Read More »Girl in Snow by Danya Kukafka
a stranger in the house

Why I’m Not Writing a Review of Shari Lapena’s A Stranger in the House

I feel like I need to 1) read more, a LOT more, and 2) write intelligent book reviews of every book I read. After all, I want to succeed in book publishing, right? And this is how you do it?

I’ve fallen victim to some weird mix of internal pressure (you need to write book reviews to advance your career) and the fear of missing out (everyone on #bookstagram writes several reviews each month) that led me to this mindset. I have to churn out book reviews, especially if I am so lucky to get my hands on an ARC or a newly released book. When I received an ARC of Shari Lapena’s latest thriller, A Stranger in the House, I felt that urge to read it just so I could write a review of it. I don’t usually read thrillers, but here it was, a golden opportunity to read a new book and showcase my book reviewing skills to the world.

Read More »Why I’m Not Writing a Review of Shari Lapena’s A Stranger in the House

The Girls by Emma Cline

Spoiler alert: This review has all the spoilers for The Girls. Although, I’m not sure how you don’t know what this book is about by now (it was ALL over bookstagram last summer) and how you haven’t come to the conclusion that it ends with a murder.

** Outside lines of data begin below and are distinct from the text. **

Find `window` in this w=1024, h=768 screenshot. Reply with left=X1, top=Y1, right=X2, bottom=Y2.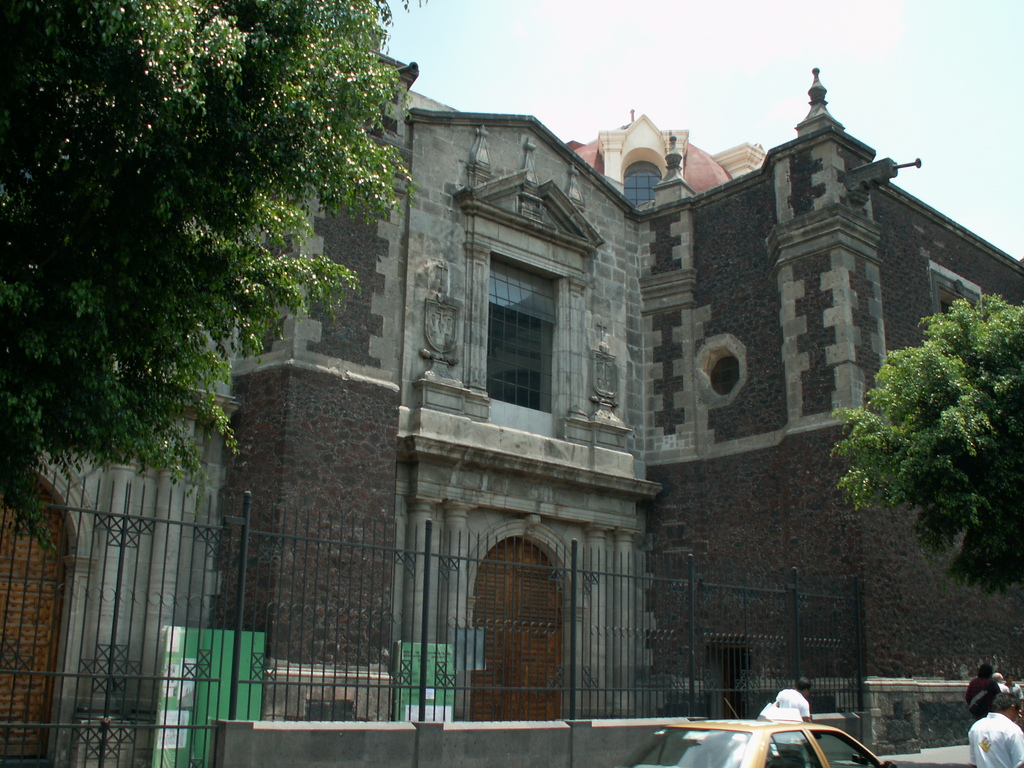
left=480, top=233, right=576, bottom=429.
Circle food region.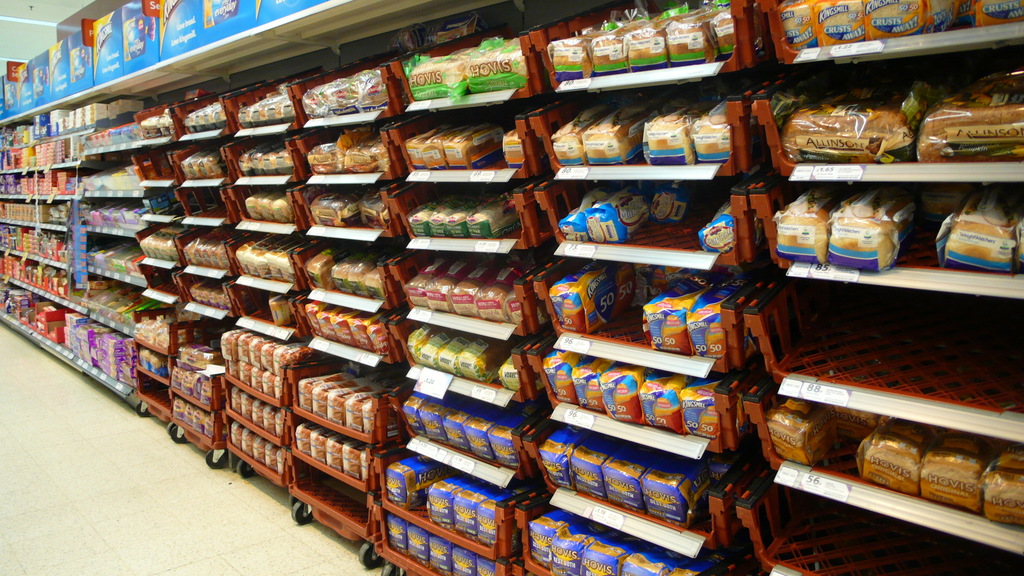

Emma Cline’s debut novel The Girls made a splash in the summer of 2016. Readers loved the story of Evie, a girl who flirts with joining a cult as she grows away from her mother and her former best friend and becomes entranced by a girl—Suzanne. The novel ends with gruesome murders, which leaves Evie questioning what she was and is capable of.

It was really hard for me to get into this novel for two reasons: The jumps between the past and the present were confusing at the beginning of the novel, and Cline’s word choices jarred me.